Experimental Results
The implementations were benchmarked against CPU (Intel Xeon Silver 4208) and GPU (NVIDIA RTX 3090) baselines. Key results include:
- Speedup: For FAM, the Versal implementation achieves a 4.43x speedup over the RTX 3090 GPU and 308x over the CPU. For SSCA, the speedup is 1.90x over GPU and 99x over CPU.
- Energy Efficiency: The FAM and SSCA designs are 30.5x and 24.5x more energy efficient than the GPU, respectively, as measured by power consumption during execution.
- Resource Utilization: The FAM design uses 34% of AIE tiles and minimal PL resources, while the SSCA design uses only 3.75% of AIE tiles but more BRAM/URAM for buffering.
- Accuracy: Both implementations achieve high numerical accuracy, with average relative errors on the order of (FAM) and (SSCA) compared to double-precision MATLAB and C++ baselines.
Implications and Future Directions
Practical Implications
- Real-Time Cyclostationary Analysis: The demonstrated throughput and energy efficiency make these designs suitable for deployment in real-time RFML systems, where SCD-based feature extraction is a bottleneck.
- Integration with SDR/ML Pipelines: The AIE-only FAM implementation leaves PL resources available for SDR front-ends or ML inference engines, facilitating end-to-end RFML solutions on a single device.
- Scalability: The generalized parallelization methodology and modular design enable adaptation to larger window sizes, higher channel counts, or future Versal devices with more AIE tiles and memory bandwidth.
Theoretical Implications
- Algorithm-Architecture Co-Design: The work exemplifies the importance of co-designing algorithms and hardware architectures, particularly in mapping high-complexity signal processing algorithms to heterogeneous platforms.

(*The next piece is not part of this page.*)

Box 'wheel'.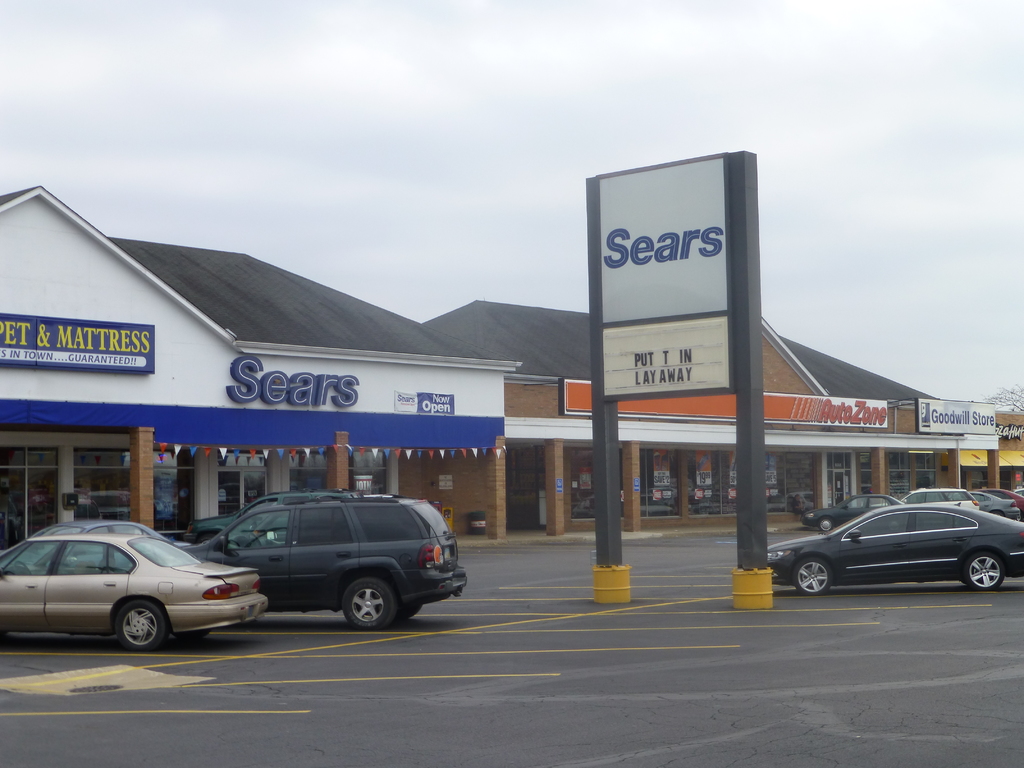
BBox(794, 561, 829, 595).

- 2D FFT Decomposition for Large-Scale Analysis: The use of 2D FFTs for SSCA demonstrates a scalable approach to handling large data volumes, which could be extended to other spectral analysis tasks.
Future Developments
- Dynamic Resource Allocation: Future work could explore dynamic partitioning of AIE and PL resources based on workload characteristics, enabling adaptive trade-offs between throughput, latency, and energy consumption.

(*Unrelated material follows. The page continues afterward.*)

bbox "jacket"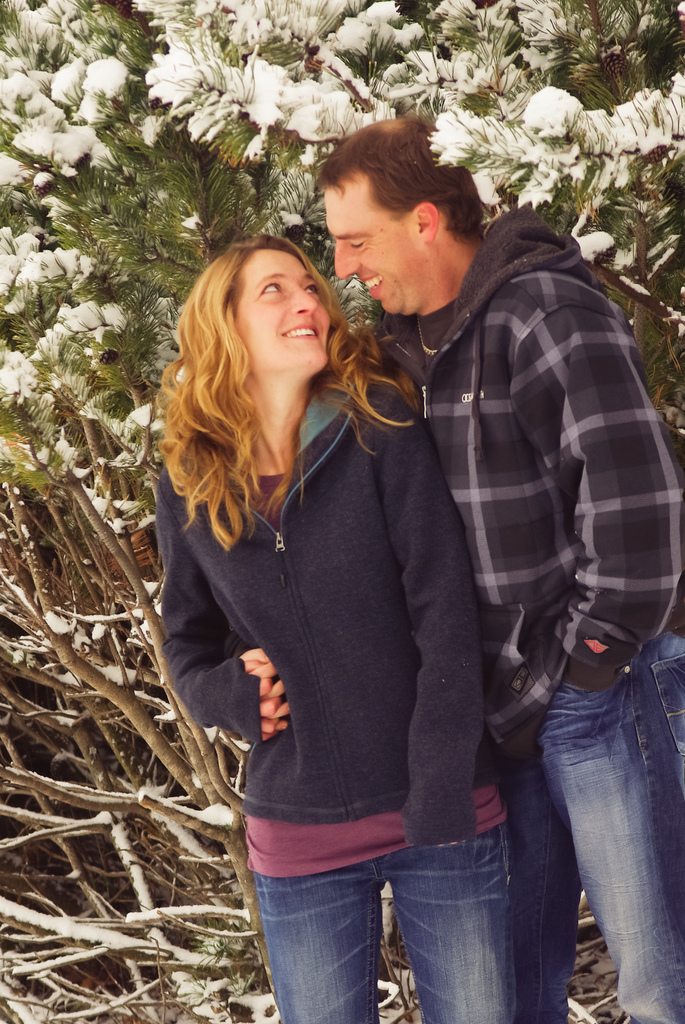
x1=360 y1=161 x2=662 y2=674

- Integration with ML Back-Ends: The designs are well-positioned for integration with on-chip ML accelerators, enabling joint signal detection, classification, and feature extraction in RFML applications.
- Support for Sparse or Compressive SCD Estimation: Incorporating sparse or compressive algorithms could further reduce computational and memory requirements, especially for signals with sparse spectral correlation structures.
Conclusion
This paper demonstrates that the AMD Versal platform, with its heterogeneous architecture and high-performance AIE array, is well-suited for real-time, energy-efficient cyclostationary analysis using FAM and SSCA estimators. The presented methodologies and implementation strategies provide a blueprint for deploying advanced signal processing algorithms in next-generation RFML and SDR systems, with clear advantages in speed, scalability, and energy efficiency over conventional CPU and GPU solutions.